Sharing together, playing together

06apr

Pedagogy

Sharing together, playing together

Playing and discovering together with other children contributes to your child's development. The group at school and at the childcare center is a good, safe place for this. Standing up for yourself, sharing things together, having your own opinion, recognizing your own emotions, and also understanding how someone else feels: through contact, your child practises these kinds of challenges. Often they are the same challenges we face as adults. It has everything to do with resilience and social skills. You can read in this blog what exactly this is and why it is important.

Growing in the group

The group at school and the childcare centre both provide a safe environment for your child to discover and develop. The children in the group are about the same age, but everyone is different. Children come from different backgrounds, have their own habits, their own favourite books or are used to playing differently. Despite these differences, your child makes contact. In these contacts, your child learns how other children and adults react to what he or she does or says. In this way, your child learns to cooperate or confer, to know his or her own strengths, to deal with what is not going well and to build up self-confidence.

Our world in miniature

There are always challenges, but then in miniature, within your child's world. An example: how do you react when another child takes your toy away? These kinds of small challenges sometimes resemble challenges we encounter in the adult world. You could say that the group forms its own mini-society. Through contact with other children and adults in this mini-society, children practise their social skills and resilience, thus developing respect for themselves and others. The fact that in this mini-society children develop respect is one of the reasons why we think it is so important that childcare is available for all children.
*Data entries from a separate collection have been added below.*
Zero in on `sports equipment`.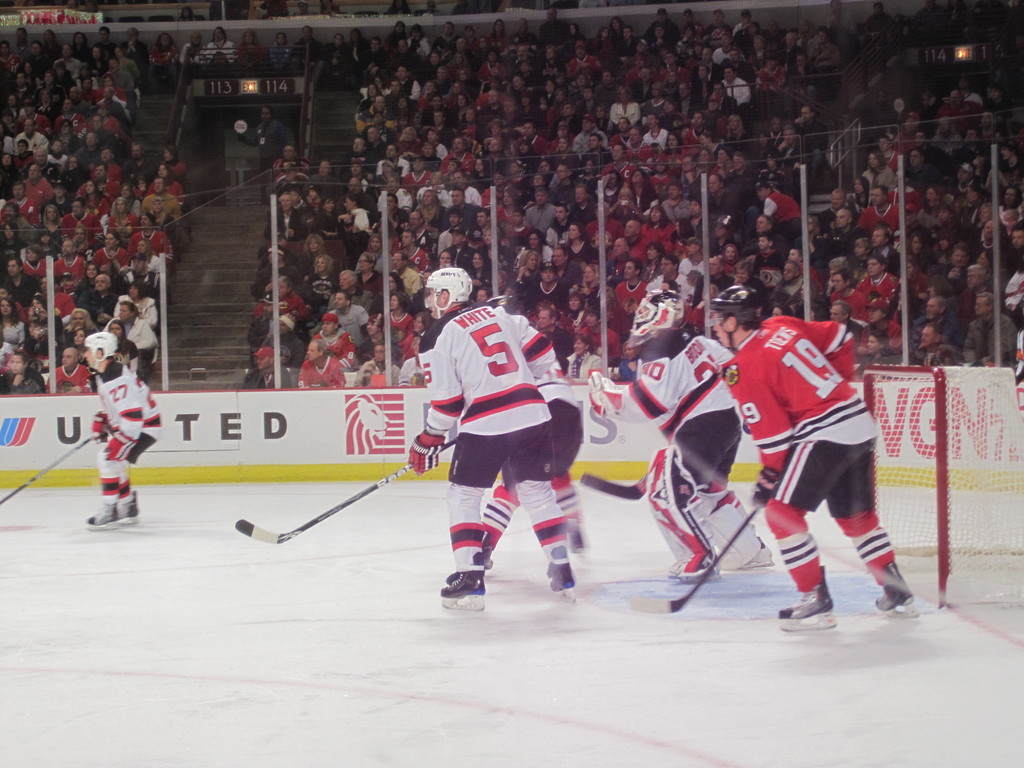
Zeroed in: 774 575 836 634.
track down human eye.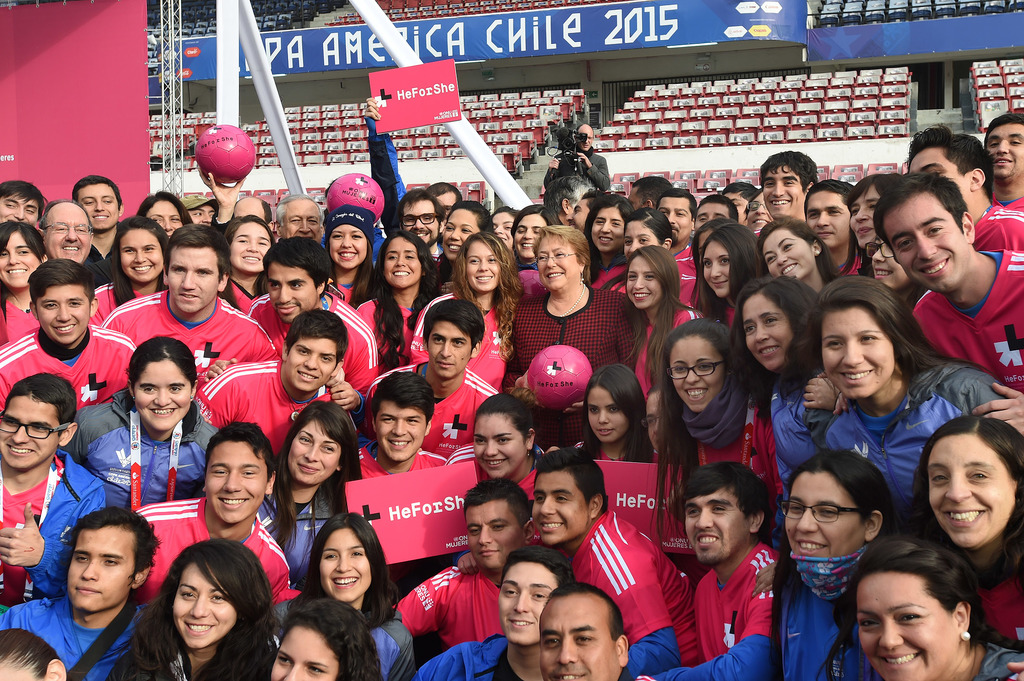
Tracked to locate(824, 338, 844, 352).
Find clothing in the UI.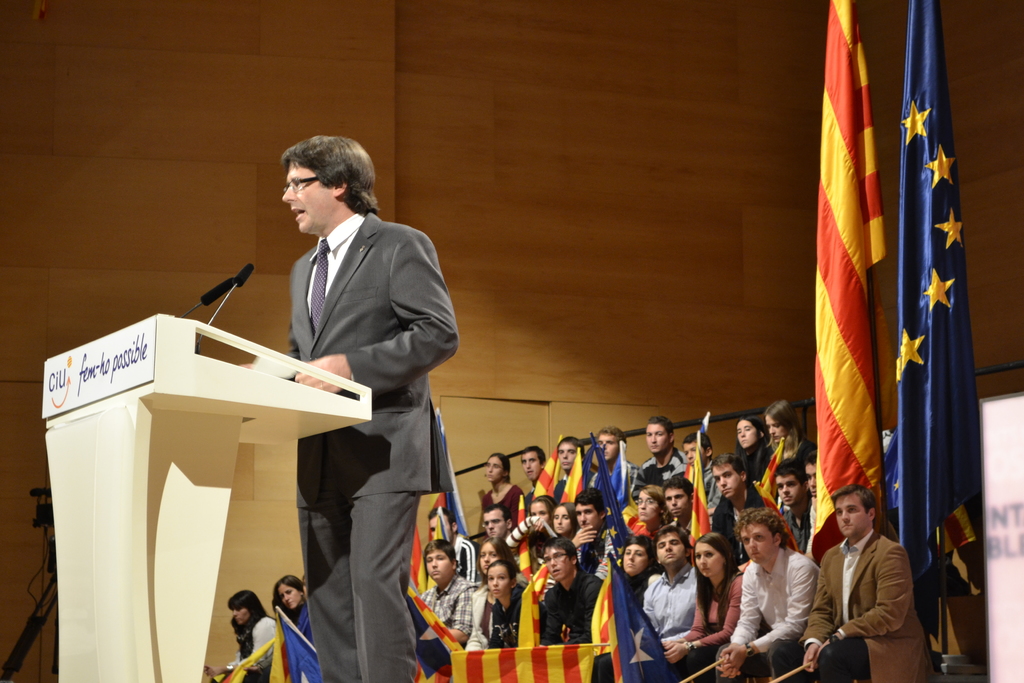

Resilience and social skills

By playing and discovering together in a safe and secure environment, children make contact. In these contacts and the challenges that arise, the resilience and social skills of your child grow. But what does this actually mean?

If your child is resilient, it means that he or she can stand up for himself/herself, but also has an eye for others. Resilience means dealing with yourself in an appropriate way, by standing up for yourself without hurting anyone else. Through small challenges, children practise their resilience. How do you solve problems? How can you be strong, but also be kind to others? Self-confidence also plays a big role in all this. A child who is resilient has a good sense of self-worth.

Social skills go hand-in-hand with resilience and there are many opportunities to practise these in a group. Your child needs social skills to deal with other children and adults in a positive way. Examples of social skills are empathising with others, conferring, solving problems, seeing and understanding your own behaviour, dealing with emotions and respecting rules. These are all skills you learn in a group, but which also enable you to treat yourself and others with respect in a group.

'Levi has knocked over my tower!'

What do social skills and resilience look like in practice? A good example is contact between children during the building of block towers. Toddlers regularly tend to knock over each other's towers. In the group at the childcare centre, the staff members always pay attention to the children during this kind of interactions. How do they react to each other? We give words to the emotion and name the reactions with the child who knocked over the tower. With the other child, we also give words to the emotion and point out what you can do when someone does something you don't like. How do you stand up for yourself? And how do you do this without hurting the other person? In this way, we practise with conflicts, one’s own behaviour, emotions and empathising with the other person.

Together we are stronger

Social skills and resilience cannot be seen separately from each other, as they reinforce each other. Resilient, socially skilled children understand their own feelings and can also reflect on the feelings of others. Resilience also has a preventive effect: in the long term, it reduces the chance of being excluded from the group and therefore, in response start bullying or being bullied. In short, by being in the group, your child practises resilience and social skills. If your child practises these skills now, he or she will later contribute to a strong society with resilient and socially capable people.

Would you like to know more?

Are you curious to know how your child's resilience and social skills are developing? Just ask your child's mentor at the group. We are happy to help!